Closed KingMob closed 10 years ago
These files should just be downloadable ... not sure why you are having to specify them in your filters array. Let me look into this...
Just double-checked this morning. I commented out the flash-related lines in config.php, ran "php artisan assets:clean", and all my Flash files refused to download on my pages. BUT, if I request the files straight from the browser location bar, they download just fine(!). Once I enabled the flash config lines again, my pages resumed working.
So, the thing is, I'm using a library called FusionCharts. I supply it the url of a .swf file, but I think it has its own Flash-based wrapper/loader, because it doesn't generate normal XHR that Chrome's dev tools can see. (This is true even when it's working fine.) Unfortunately, as a closed-source project, I can't see the Flash code, and the associated .js is all minified, so I'm not totally sure what kind of requests it's making of the server. But looking at the Apache logs, the requests seem ok: "GET /assets/StackedBar2D.swf HTTP/1.1" 200 80216
Any ideas? I've definitely double-checked that including the flash file extensions in the "filters" array causes everything to work for me, and leaving them out doesn't, even though I can still request the files in the browser bar, so in theory the config lines shouldn't be necessary.
I think I found the cause of the problem. Essentially, if something isn't javascript or a stylesheet, AssetPipelineController treats it as a file download, using Response::download(). Perhaps this causes subtle, occasional problems, because they're not actually meant to be saved by the users? It sets extra headers that aren't set by the server when requesting the .swf files normally: Content-Disposition, Cache-Control, and Content-Transfer-Encoding look like suspicious candidates.
In this case, I was using the TableTools extension for DataTables, which relies on a small .swf file. When I served the .swf file from outside /assets, everything worked fine. When served from /assets, nothing worked, even though in both cases it requested the .swf file, and got it with a HTTP 200 response.
In AssetPipelineController::file(), if I change
return Response::download($file);
to
return new \Symfony\Component\HttpFoundation\BinaryFileResponse($file, 200);
the .swf files start working again.
I'm not sure what the optimal global solution is (Stop using Response::download for things that aren't meant to be saved by the user? Treat Flash files specially, like js/css?), but at least for my particular combination of Mac/Chrome, .swf files don't work if treated as downloads.
Well, I forked asset-pipeline a couple days ago, made the change, and things seem to be running well on our end. With the switch to returning a BinaryFileResponse
, it works without any extra lines in the filters
array. Not sure why that helped in the past.
Let me know if you want a pull request. (And anything else. E.g., need a unit test for it?)
@KingMob ah, thanks for debugging this for me. I've been refactoring so I just now making it to this story. I don't personally use flash stuff all that often so I haven't ran into this issue yet but I will take your word on it and swap out the Response::download($file) with the Symfony BinaryFileResponse.
Great! Let me know if you have any questions or need anything.
fixed in v1.4.2
Basically, without adding the file extensions to the filters list, asset-pipeline will ignore them. (And shouldn't a log message be generated if you request a file asset-pipeline can't deliver?)
E.g., I'm using a couple libraries that involve coordinated Javascript and Flash (FusionCharts, the TableTools extra for DataTables). The Javascript code will attempt to download "../swf/some_flash_file.swf", and asset-pipeline qill quietly return nothing.
It seems to me Flash should be covered by asset-pipeline (Adobe hasn't totally killed it yet).
The fix is as simple as appending
to the filters list. I'm not sure if ActionScript files (.as) can be safely minimized or not, so I left it alone.
If you have no objections, I'll fork, fix, and submit a pull request.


** TASK PROMPT **
Every line holding "EGSS" should be copied from the records below.

** SUPPLIED DATA **
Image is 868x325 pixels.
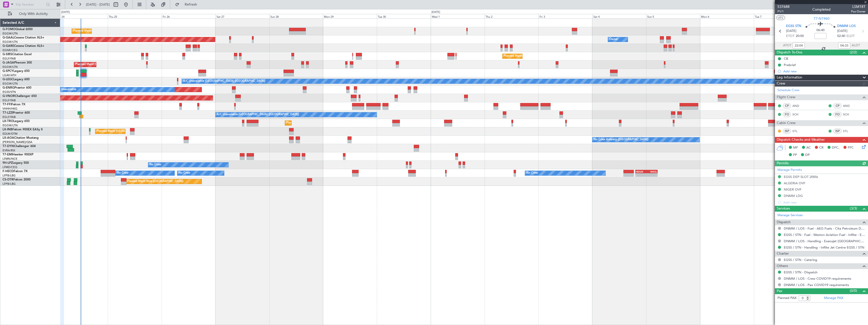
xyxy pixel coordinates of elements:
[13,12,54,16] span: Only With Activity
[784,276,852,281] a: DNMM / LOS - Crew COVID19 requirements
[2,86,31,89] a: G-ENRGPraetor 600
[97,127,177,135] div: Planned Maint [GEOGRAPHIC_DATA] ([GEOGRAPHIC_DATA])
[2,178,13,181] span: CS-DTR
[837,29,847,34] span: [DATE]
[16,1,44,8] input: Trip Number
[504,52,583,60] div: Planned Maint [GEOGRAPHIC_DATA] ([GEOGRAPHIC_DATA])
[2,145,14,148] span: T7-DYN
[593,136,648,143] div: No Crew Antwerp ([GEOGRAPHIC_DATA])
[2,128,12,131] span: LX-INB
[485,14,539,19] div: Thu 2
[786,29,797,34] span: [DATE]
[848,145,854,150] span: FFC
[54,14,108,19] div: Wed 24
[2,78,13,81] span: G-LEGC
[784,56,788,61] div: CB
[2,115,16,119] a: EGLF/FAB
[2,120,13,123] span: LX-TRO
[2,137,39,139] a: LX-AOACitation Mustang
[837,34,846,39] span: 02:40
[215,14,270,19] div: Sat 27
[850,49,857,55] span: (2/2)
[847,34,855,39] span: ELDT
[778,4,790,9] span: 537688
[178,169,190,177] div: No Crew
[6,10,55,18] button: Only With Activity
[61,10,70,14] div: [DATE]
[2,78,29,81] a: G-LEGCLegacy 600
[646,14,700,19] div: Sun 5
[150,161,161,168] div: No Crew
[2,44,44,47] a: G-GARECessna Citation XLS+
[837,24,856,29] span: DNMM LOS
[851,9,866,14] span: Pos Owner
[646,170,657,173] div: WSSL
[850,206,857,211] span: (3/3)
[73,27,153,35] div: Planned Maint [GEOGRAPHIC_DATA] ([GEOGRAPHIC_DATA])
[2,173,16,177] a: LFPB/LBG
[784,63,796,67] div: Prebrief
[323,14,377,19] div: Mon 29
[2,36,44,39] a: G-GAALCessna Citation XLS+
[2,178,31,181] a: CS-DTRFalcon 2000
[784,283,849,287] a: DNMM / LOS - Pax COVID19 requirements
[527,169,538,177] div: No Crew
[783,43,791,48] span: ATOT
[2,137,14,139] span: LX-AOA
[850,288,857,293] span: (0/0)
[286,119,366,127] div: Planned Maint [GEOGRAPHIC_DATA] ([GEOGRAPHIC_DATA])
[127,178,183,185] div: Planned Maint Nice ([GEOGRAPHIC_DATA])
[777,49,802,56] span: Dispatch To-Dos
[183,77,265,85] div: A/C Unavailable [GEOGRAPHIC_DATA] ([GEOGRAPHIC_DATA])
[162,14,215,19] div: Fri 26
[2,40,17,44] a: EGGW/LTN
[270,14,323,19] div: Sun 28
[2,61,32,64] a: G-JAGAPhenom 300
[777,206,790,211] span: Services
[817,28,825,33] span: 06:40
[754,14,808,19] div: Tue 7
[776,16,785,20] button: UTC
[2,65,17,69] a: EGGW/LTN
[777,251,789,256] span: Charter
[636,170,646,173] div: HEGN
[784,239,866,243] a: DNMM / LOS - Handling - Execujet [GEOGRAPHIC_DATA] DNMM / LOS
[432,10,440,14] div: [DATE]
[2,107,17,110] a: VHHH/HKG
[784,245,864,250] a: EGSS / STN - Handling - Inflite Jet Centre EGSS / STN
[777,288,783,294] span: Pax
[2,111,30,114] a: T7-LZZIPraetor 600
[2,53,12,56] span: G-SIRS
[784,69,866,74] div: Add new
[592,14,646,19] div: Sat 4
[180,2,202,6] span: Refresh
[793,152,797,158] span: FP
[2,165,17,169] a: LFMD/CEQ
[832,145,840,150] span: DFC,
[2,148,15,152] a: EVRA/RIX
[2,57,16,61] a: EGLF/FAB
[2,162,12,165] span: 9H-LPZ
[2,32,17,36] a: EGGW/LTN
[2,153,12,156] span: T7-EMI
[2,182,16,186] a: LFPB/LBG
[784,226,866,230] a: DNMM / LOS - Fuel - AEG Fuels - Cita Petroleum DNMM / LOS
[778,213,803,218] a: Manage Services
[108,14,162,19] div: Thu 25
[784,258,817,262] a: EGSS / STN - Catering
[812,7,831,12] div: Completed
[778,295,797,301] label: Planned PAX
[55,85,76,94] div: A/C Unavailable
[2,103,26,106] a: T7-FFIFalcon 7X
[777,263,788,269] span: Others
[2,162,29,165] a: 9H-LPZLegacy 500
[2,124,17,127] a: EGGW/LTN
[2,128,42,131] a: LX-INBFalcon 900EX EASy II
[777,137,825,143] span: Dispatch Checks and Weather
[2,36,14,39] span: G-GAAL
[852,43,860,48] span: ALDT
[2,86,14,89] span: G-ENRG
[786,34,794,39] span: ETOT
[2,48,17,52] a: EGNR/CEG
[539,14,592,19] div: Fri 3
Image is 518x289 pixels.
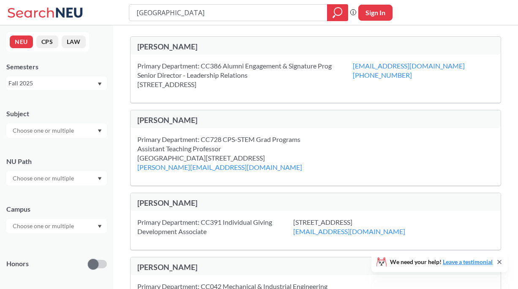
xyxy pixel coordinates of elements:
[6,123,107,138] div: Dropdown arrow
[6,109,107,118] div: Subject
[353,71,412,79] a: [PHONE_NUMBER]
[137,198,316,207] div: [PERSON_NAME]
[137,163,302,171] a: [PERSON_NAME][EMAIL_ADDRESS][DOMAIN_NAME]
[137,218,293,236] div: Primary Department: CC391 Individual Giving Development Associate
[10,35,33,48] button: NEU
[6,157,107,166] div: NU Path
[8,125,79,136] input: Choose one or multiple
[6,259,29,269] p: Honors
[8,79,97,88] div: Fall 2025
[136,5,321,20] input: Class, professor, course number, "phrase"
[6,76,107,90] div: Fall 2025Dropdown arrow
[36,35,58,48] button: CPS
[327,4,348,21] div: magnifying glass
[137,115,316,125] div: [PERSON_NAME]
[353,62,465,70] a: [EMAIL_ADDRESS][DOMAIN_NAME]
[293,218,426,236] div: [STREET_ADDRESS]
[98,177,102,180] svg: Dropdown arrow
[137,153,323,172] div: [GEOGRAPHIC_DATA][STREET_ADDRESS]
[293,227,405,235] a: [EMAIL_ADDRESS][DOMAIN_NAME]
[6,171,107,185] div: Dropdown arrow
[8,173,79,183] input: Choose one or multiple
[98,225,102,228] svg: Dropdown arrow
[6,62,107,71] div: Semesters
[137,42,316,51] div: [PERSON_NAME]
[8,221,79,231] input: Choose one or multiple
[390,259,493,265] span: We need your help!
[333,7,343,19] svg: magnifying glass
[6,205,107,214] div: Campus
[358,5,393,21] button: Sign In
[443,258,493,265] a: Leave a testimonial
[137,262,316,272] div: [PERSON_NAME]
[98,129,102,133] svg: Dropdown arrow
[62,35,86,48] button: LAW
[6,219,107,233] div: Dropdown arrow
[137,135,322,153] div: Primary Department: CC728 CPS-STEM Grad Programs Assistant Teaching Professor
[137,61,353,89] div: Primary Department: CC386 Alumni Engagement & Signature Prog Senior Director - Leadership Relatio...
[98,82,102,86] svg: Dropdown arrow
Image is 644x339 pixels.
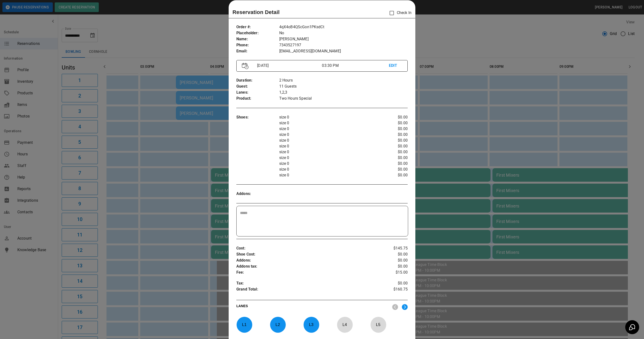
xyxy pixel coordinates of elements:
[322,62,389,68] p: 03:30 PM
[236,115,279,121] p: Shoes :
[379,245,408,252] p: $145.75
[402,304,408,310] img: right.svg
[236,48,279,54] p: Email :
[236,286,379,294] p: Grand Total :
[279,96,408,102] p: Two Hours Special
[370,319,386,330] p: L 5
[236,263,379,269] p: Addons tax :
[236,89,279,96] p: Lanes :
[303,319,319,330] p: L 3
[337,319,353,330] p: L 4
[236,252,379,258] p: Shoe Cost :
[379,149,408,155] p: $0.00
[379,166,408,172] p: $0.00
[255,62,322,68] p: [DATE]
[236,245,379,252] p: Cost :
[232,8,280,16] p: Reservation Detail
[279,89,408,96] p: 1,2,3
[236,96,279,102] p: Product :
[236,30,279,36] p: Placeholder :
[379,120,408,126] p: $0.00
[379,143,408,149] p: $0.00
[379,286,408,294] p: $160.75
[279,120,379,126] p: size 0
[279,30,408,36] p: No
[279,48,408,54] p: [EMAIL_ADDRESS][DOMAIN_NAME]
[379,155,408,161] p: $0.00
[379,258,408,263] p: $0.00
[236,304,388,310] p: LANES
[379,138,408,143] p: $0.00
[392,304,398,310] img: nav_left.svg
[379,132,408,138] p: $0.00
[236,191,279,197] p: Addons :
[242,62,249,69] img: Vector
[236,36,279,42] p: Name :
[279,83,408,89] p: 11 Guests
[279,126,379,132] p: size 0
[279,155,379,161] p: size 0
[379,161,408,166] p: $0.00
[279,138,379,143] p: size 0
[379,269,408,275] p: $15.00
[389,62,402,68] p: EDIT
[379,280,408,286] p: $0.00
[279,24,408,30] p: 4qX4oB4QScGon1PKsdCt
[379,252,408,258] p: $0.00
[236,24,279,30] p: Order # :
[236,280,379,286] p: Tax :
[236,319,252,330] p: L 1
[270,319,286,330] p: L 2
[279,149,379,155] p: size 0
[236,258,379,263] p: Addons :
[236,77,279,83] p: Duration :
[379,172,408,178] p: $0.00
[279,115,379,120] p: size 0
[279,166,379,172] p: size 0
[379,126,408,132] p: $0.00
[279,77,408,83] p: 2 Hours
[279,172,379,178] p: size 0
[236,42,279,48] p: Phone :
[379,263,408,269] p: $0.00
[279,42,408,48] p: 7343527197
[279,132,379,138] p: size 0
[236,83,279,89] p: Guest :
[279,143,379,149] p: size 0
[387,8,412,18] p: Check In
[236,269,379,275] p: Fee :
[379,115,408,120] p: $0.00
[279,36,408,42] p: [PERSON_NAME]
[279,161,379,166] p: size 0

** SOLUTION **
[784,245,864,250] a: EGSS / STN - Handling - Inflite Jet Centre EGSS / STN
[784,258,817,262] a: EGSS / STN - Catering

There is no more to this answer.